Most of the gooseneck experience for a fraction of the Stagg's price. Five presets, a fully stainless interior, and a spout that pours slowly enough to bloom coffee properly. The finish and feel are simpler, but the water neither knows nor cares.

What I love
  • Real pour-over control at a budget price
  • Five presets cover tea through boiling
  • Stainless steel interior, lid, and spout
  • Hold-temperature function for up to an hour
Worth knowing
  • 0.8 liters is pour-over sized, not teapot sized
  • Plastic exterior parts, though none touch the water
  • The presets are close together and easy to mis-tap
Best for
Anyone gooseneck-curious who is not ready to spend Stagg money.
Buying guide

How I'd shop for one from scratch.

01
Variable temperature

This is the feature that separates a kettle from a good kettle. Green tea turns bitter above about 175°F, white tea likes 185, and pour-over coffee wants around 200. If you only ever boil, skip it; if you drink tea at all, it pays for itself in un-ruined cups.

02
Gooseneck vs standard spout

A gooseneck pours a thin, slow, controlled stream, which matters for pour-over coffee and for nothing else. For tea, oatmeal, and pasta water head starts, a standard spout is faster and spills less.

03
Plastic-free interiors

If hot water sitting on plastic bothers you, look for kettles where the interior, lid, and spout are glass or stainless. Both budget picks here manage it, so this is not a luxury feature anymore.

04
Speed and capacity

1500 watts and 1.7 liters is the standard full-size combo and boils a mug's worth in about two minutes. Gooseneck kettles run smaller (0.8 to 1 liter), which is fine for coffee and limiting for a teapot-and-hot-water-bottle household.

05
Hold temperature

A keep-warm function sounds minor until the second cup. Thirty minutes is common; the goosenecks here hold for an hour. It is the difference between one boil and three.

06
Noise and auto-shutoff

Every kettle here shuts off by itself, so that is table stakes. Noise varies more than you would think: glass kettles rumble, steel ones click and beep. If you rise before your household, the beeping is worth reading reviews about.

The questions I get

Frequently asked.

Is an electric kettle better than a stovetop kettle?

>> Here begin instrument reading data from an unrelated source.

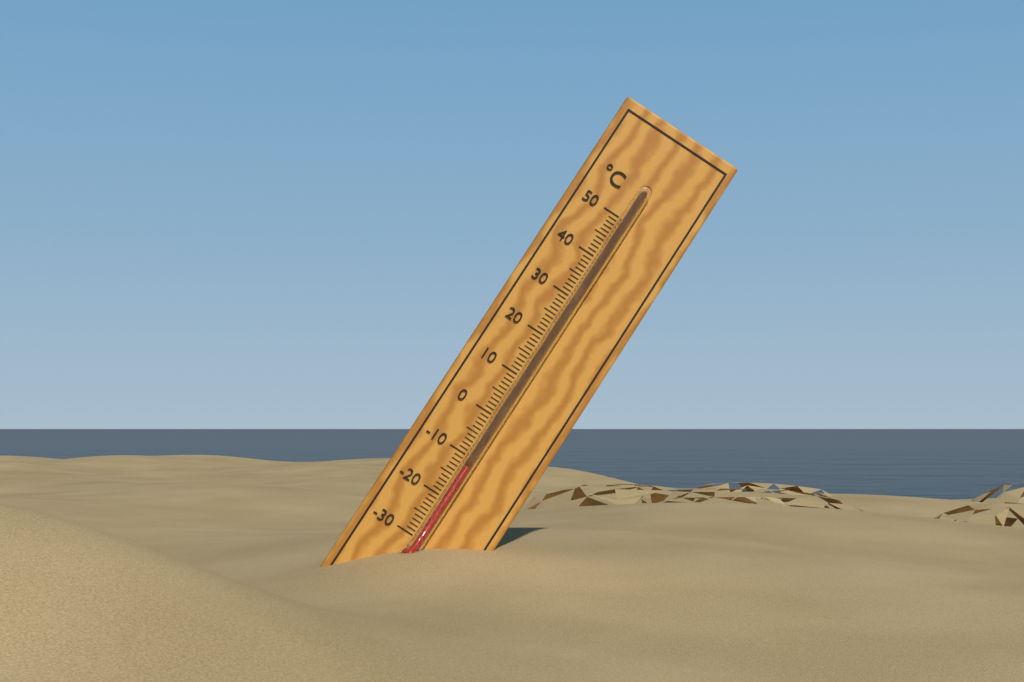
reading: -12 °C
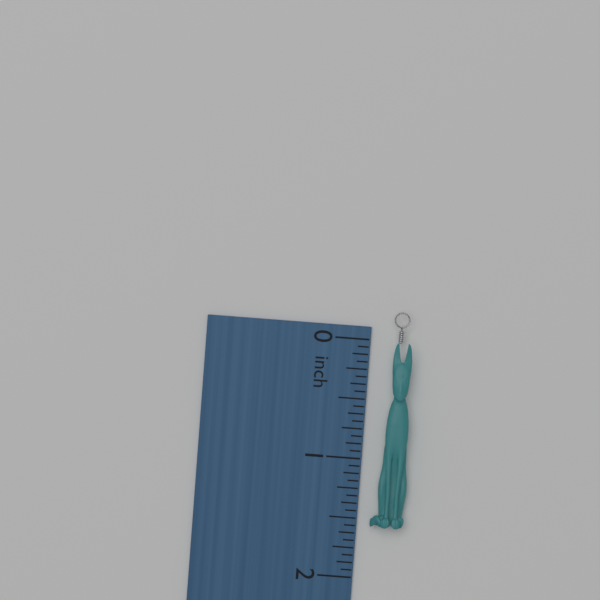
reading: 1.5625 inch
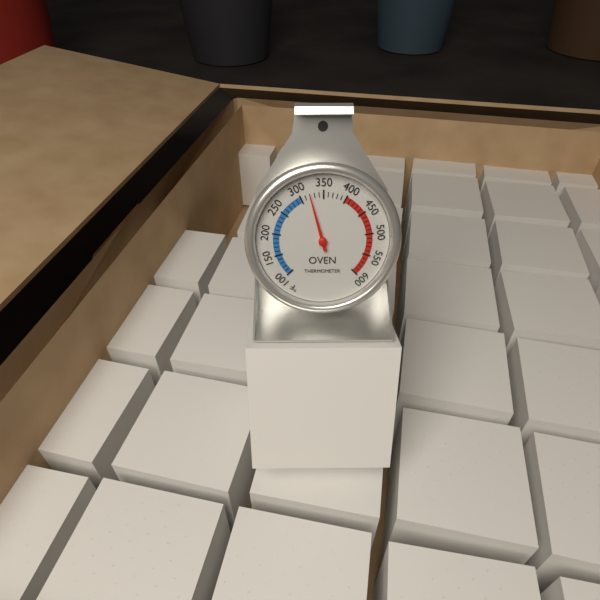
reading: 320 °F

Faster, safer, and more precise: it shuts itself off, and the good ones hit an exact temperature, which no stovetop kettle can promise. A stovetop kettle wins on looks and longevity (nothing electric lasts forty years), but for daily use the electric one simply gets reached for more.

Does water temperature actually change how tea tastes?

Yes, and green tea is the proof. Boiling water scalds the leaves and turns the cup bitter; the same tea at 175°F is sweet and soft. Black tea genuinely wants a full boil, so this is not fuss, it is matching the water to the leaf.

Do I need a gooseneck kettle for pour-over coffee?

Need is strong, but it helps more than any other brewing purchase at the price. The slow, controlled stream saturates the grounds evenly instead of digging a crater. If you drink pour-over daily, get one; if coffee comes from a machine, skip it.

How do I descale a kettle, and how often?

Equal parts white vinegar and water, bring it to a boil, let it sit for 20 minutes, rinse well, and boil once more with plain water. With hard water, once a month keeps the element efficient; with soft water, a few times a year is plenty.